The success of the Spanish government in fashioning a vast empire
in the Americas and its failure to maintain control over the Nether­
lands illustrate these facts very clearly. Spanish military effort in the
New World paid off handsomely. Indeed it was the swelling flow of
New World silver after the 1550s that made Philip think he could
conduct war both in the Mediterranean against the Turks and in the
north against the Dutch. Moreover, Spain’s earlier experience of em­
pire building in Europe had not been discouraging. The Spanish sol­
diers who conquered Naples and Milan between 1520 and 1525 and
consolidated Hapsburg dominion over Italy in the following years may
have come close to making war pay for itself.
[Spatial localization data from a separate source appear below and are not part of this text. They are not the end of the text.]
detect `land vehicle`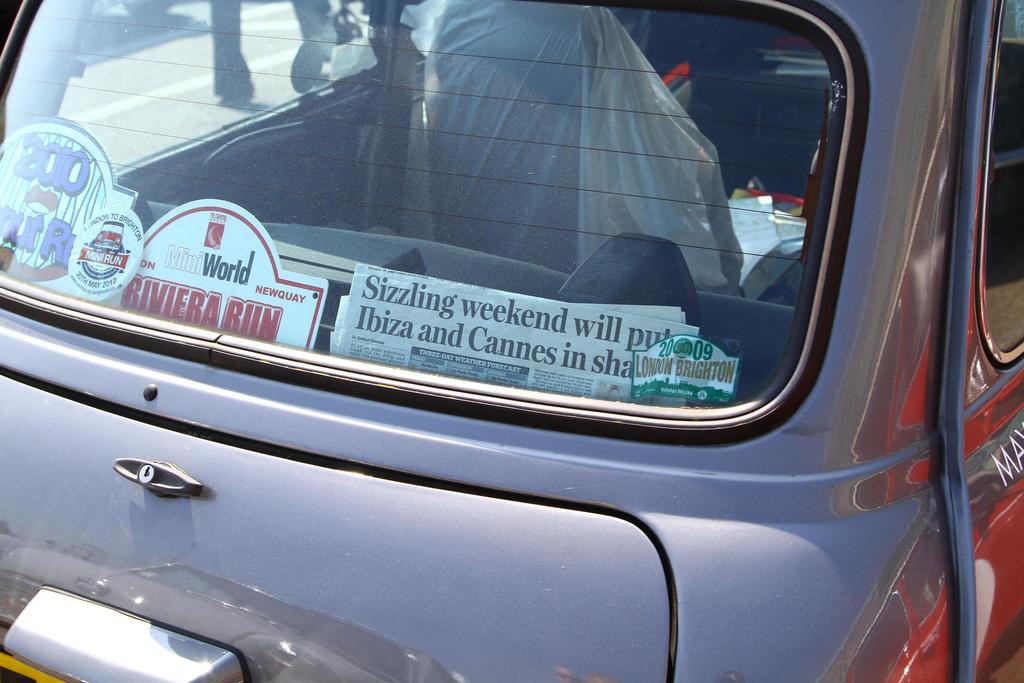
<region>20, 0, 1007, 670</region>
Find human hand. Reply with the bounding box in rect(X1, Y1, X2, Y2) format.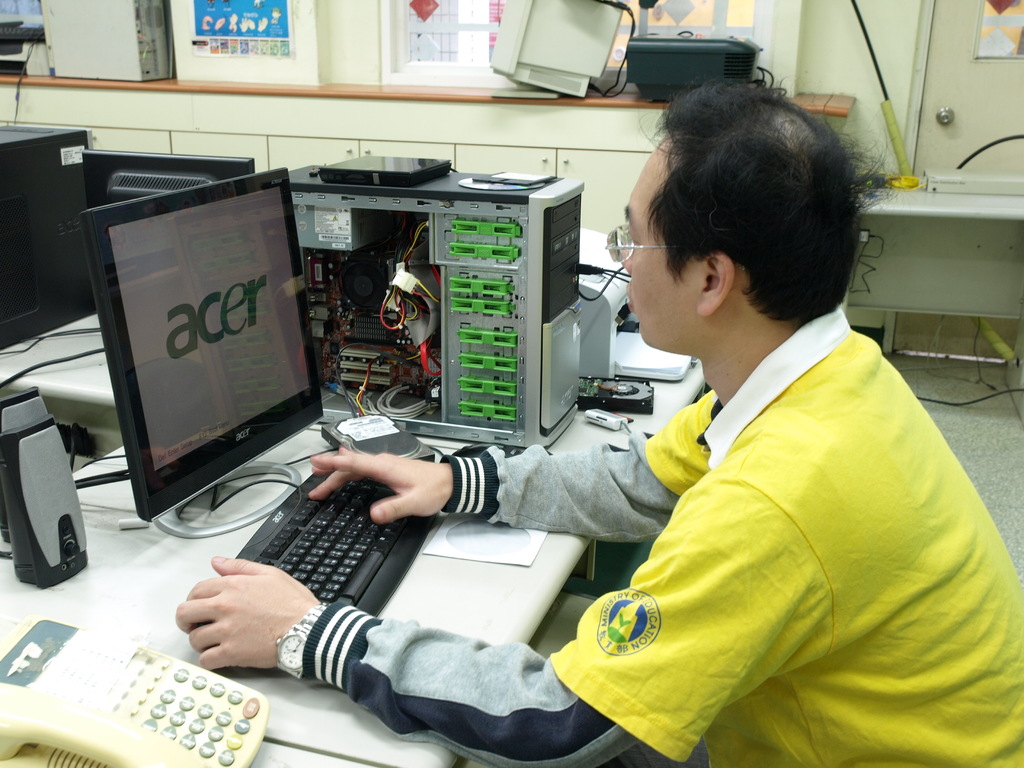
rect(308, 444, 447, 522).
Long before the
Spaniards appeared on the scene, the kingdom of Naples and the
duchy of Milan had both developed a tax system capable of sustaining
relatively large armed forces on a permanent basis. By simply substi­
tuting Spanish personnel for the Italian condottieri who had previously
drawn pay for defending these states, the costs of empire in Europe
could be met without putting much extra strain on Castilian taxpayers.
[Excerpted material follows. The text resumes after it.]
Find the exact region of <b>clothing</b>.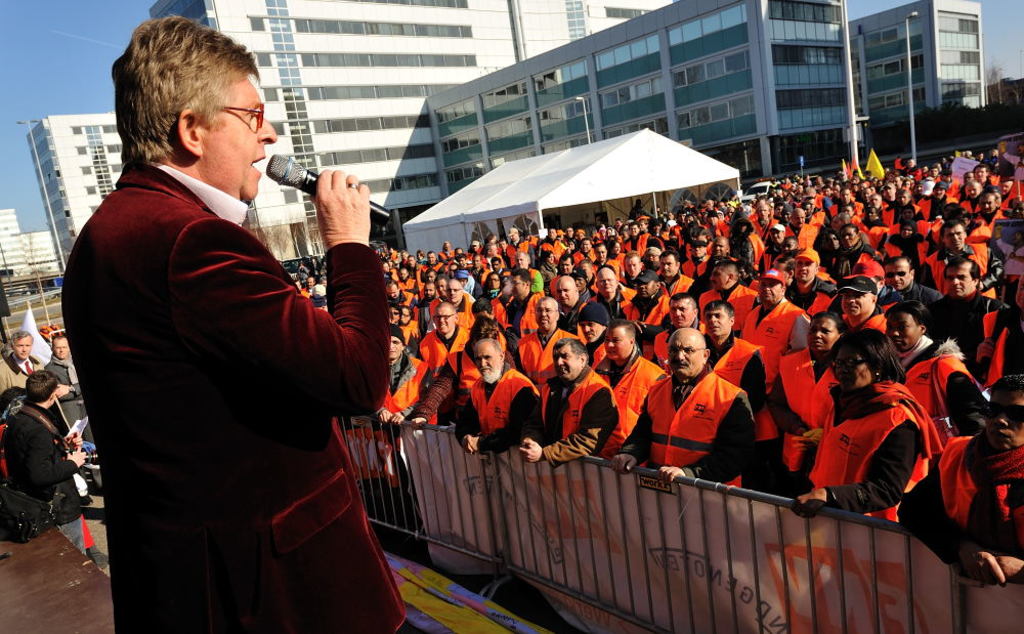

This ceased to be true after 1568, when the major theater of war
shifted northward to the Netherlands.
The reason for this economic reversal was largely technological.
The spread of the trace italienne meant that the size of the Spanish
army had to be increased very sharply to conduct a war of sieges. Even
when victorious, the Spaniards had to build or restore fortifications in
captured localities and then garrison them. Each siege, along with each
fortified and garrisoned strongpoint, required gunpowder and shot in
ever expanding quantities. Simultaneously, the infusion of American
silver into the European economy radically raised prices for all com­
modities. Small wonder, therefore, that even though he tripled Cas­
tile’s taxes between 1556 and 1577, Philip II had to repudiate his
debts on four separate occasions (1557, 1560, 1575, 1596) and never
managed to pay his soldiers on time.